He applied the "Page 69 Test" to his latest book, China's Brave New World — And Other Tales for Global Times, and reported the following:
Most of the “tales” in my book were inspired by trips I took. Page 69, though, comes in a rare chapter devoted to journeys taken by others. In addition, most chapters focus on the present or the very recent past. But page 69 comes in one titled “Around the World with Grant and Li,” which looks back to the 1870s. So, in two basic ways, page 69 is far from representative.Read more about Wasserstrom's China's Brave New World — And Other Tales for Global Times.
Still, in two other ways, reading it gives the reader an accurate sense of China’s Brave New World. The first representative feature relates to content. A recurring theme in the book is links between China and America, and page 69 refers to the time in 1876 when Ulysses S. Grant (who would soon, after his presidency ended, take a trip around the world) met Li Gui (a Chinese man midway through circumnavigating the globe). And as readers learn from an earlier page, General Grant and Mr. Li encountered one another at a World’s Fair that was held in an American city (Philadelphia) and included an exhibit from China that, according to one guidebook, made visitors feel they “had suddenly landed in some large Chinese bazaar.”
The other thing at least fairly representative about page 69 is its whimsical tone. It is rare for a professor of history to be described as writing in a playful manner, but in China’s Brave New World, I often do just that.
The top of page 69 concludes a series of fanciful speculations about what Grant and Li might have talked about (battles, for example, as the latter’s life had also been changed by a civil war) in 1876. (The historical record tells us that they met at a fairground reception, but not what — if anything — they said to each other.) Then, building upon my earlier quotation of a favorite line by Henry James — which differentiates between the historian (“who wants more documents than he can really use”) and the dramatist (who “only wants more liberties than he can really take”) — page 69 continues as follows:
In the end, there might be so much that a dramatist as opposed to a historian would want to do with Li and Grant that limiting their contact to a single meeting, even one with a lot of conversation, would begin to feel too constricting. Why not, one might wonder, take a very big liberty, while still remaining within the realm of the possible if not the provable or even the probable, and imagine that Grant and Li saw each other a second time, when the General stopped in Shanghai? Li Gui was back in China by then and working nearby in Ningbo, so there is no reason why it could not have happened, even if there is not a single shred of evidence that it did.
A dramatist imagining the dialogue for such a reunion on the other side of the world from Philadelphia could have a field day, as there would be so many things for the two men to talk about…
Check out the complete list of books in the Page 69 Test Series.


Scan the data below and copy each line where "Query" occurs.
=== Information shown ===
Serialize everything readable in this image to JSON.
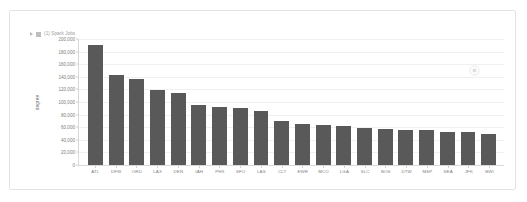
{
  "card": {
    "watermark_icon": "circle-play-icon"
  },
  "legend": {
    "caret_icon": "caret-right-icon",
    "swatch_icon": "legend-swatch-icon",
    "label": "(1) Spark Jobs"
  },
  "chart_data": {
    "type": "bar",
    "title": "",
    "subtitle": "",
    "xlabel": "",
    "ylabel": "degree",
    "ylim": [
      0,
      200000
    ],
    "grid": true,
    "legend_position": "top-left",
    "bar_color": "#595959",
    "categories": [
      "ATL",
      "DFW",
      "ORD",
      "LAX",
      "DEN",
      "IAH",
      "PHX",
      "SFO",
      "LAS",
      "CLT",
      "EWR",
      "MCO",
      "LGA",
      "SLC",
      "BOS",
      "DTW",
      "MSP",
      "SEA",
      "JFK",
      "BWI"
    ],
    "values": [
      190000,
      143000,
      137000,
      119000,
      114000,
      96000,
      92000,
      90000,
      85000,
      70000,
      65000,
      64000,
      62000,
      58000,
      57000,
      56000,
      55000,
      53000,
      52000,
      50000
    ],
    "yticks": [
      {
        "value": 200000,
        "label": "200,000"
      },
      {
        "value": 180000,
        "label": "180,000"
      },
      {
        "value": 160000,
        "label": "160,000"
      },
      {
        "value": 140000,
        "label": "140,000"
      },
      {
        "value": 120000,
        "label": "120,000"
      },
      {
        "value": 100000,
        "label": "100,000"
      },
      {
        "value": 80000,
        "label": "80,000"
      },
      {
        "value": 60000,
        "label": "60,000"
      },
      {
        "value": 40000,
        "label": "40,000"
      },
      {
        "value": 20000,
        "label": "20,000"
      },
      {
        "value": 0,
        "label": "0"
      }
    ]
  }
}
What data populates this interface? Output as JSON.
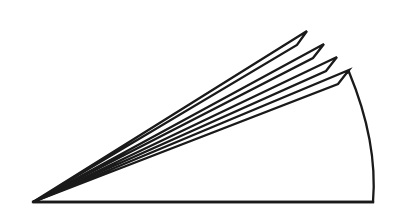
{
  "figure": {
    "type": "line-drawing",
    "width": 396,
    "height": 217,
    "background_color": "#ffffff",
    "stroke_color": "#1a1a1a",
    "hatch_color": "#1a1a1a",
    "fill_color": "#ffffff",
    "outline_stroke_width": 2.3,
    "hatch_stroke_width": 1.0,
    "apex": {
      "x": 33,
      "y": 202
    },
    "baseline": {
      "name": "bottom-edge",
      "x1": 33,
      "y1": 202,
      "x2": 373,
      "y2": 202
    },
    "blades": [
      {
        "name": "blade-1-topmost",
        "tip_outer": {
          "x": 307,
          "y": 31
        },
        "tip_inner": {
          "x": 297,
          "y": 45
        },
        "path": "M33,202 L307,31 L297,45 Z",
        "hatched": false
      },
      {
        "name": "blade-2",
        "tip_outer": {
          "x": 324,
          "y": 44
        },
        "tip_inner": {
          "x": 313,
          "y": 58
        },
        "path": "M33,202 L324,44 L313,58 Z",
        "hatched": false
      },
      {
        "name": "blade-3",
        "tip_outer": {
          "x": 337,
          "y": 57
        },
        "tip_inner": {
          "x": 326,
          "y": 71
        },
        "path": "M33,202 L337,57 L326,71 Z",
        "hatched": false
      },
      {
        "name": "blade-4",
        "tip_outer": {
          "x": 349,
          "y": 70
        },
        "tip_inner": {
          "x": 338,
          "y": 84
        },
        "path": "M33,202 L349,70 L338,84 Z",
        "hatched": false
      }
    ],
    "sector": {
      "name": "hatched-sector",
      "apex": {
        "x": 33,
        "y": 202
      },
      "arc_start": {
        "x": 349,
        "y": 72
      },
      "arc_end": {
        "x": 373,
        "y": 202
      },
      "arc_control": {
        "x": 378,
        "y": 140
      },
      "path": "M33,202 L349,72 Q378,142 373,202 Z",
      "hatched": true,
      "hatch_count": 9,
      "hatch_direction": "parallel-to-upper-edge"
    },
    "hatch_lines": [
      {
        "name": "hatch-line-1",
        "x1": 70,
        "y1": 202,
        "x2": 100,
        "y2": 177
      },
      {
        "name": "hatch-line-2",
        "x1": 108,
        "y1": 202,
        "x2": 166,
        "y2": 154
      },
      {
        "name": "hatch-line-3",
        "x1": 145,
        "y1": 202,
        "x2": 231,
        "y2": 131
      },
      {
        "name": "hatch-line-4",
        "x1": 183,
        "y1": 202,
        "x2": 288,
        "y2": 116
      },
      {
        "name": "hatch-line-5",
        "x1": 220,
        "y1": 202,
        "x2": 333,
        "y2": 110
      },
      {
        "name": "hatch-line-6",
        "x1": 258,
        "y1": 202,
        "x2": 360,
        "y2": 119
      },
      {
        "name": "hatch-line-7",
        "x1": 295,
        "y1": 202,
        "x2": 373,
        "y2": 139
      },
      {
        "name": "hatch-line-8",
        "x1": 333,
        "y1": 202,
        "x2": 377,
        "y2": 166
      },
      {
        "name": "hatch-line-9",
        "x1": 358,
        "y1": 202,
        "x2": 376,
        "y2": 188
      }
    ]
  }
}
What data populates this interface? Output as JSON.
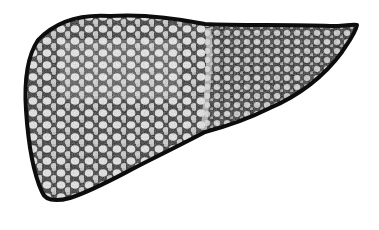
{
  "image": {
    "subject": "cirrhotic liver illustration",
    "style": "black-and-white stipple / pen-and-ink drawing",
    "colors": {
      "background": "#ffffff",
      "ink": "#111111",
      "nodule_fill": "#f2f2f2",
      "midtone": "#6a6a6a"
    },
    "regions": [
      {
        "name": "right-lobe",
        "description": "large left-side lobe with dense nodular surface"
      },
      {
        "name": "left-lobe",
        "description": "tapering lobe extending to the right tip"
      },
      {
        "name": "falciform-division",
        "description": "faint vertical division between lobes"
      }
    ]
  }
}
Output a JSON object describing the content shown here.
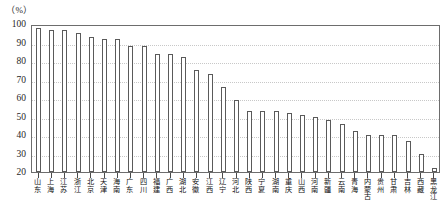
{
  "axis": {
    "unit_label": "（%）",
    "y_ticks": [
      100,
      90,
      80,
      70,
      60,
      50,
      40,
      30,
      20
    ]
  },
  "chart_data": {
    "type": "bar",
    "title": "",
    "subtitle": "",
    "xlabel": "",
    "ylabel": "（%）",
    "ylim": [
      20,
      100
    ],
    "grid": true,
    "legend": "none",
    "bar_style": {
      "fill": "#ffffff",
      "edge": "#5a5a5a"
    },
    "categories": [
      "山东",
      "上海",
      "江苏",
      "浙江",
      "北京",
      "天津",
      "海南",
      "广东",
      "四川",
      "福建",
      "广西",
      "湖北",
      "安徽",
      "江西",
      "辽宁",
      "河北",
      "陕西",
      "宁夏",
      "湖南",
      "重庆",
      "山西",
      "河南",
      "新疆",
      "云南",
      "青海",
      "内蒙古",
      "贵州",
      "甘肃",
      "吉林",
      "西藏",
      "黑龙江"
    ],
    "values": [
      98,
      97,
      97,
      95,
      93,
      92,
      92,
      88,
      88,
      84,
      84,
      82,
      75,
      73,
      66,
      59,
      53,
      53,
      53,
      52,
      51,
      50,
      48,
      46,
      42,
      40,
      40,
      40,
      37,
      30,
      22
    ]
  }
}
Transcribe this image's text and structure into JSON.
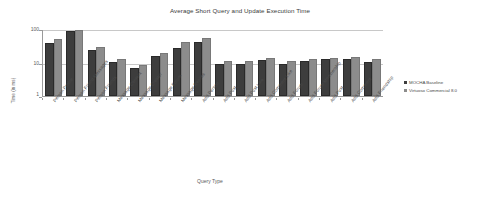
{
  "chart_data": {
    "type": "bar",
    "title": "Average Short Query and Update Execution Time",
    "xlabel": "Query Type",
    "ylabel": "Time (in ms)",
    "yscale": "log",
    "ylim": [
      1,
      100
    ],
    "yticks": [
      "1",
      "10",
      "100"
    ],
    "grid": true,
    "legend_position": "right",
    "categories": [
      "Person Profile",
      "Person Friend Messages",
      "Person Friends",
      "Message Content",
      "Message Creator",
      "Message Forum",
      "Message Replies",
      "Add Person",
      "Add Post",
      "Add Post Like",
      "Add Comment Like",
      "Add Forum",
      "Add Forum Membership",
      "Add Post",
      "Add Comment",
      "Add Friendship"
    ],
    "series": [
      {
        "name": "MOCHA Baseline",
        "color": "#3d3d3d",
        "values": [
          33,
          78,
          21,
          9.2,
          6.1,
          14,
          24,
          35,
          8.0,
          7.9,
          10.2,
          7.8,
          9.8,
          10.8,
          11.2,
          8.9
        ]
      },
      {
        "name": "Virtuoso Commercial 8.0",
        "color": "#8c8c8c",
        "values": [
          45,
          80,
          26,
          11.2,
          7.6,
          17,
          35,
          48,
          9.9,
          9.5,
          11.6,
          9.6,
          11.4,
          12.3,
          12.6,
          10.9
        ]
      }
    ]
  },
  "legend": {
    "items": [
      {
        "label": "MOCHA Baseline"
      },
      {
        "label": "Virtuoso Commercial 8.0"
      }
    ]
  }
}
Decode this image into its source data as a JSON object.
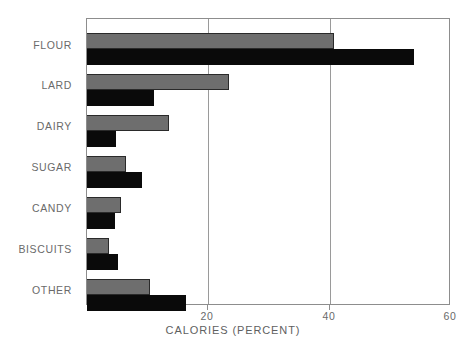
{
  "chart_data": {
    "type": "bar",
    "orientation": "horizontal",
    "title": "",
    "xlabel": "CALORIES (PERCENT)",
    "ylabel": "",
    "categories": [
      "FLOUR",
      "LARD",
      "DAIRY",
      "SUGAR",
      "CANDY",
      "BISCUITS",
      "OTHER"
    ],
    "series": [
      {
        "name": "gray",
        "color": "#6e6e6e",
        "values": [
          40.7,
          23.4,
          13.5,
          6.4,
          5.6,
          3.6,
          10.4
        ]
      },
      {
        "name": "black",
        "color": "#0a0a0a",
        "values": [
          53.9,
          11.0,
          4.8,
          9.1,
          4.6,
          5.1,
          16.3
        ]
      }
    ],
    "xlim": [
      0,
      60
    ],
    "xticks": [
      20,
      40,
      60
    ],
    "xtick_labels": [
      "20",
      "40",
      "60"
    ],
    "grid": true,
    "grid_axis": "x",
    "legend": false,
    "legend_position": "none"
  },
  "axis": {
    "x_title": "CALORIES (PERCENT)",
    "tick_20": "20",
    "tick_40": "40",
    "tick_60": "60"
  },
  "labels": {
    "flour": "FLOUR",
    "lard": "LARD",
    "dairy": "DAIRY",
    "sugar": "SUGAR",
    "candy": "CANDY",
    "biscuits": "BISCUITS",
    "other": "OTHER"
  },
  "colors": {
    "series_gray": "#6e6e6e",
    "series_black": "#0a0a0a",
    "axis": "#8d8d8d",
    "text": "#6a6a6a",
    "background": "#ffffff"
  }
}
===
▶ **Response to the task**:
    "title": "Average Short Query and Update Execution Time",
    "xlabel": "Query Type",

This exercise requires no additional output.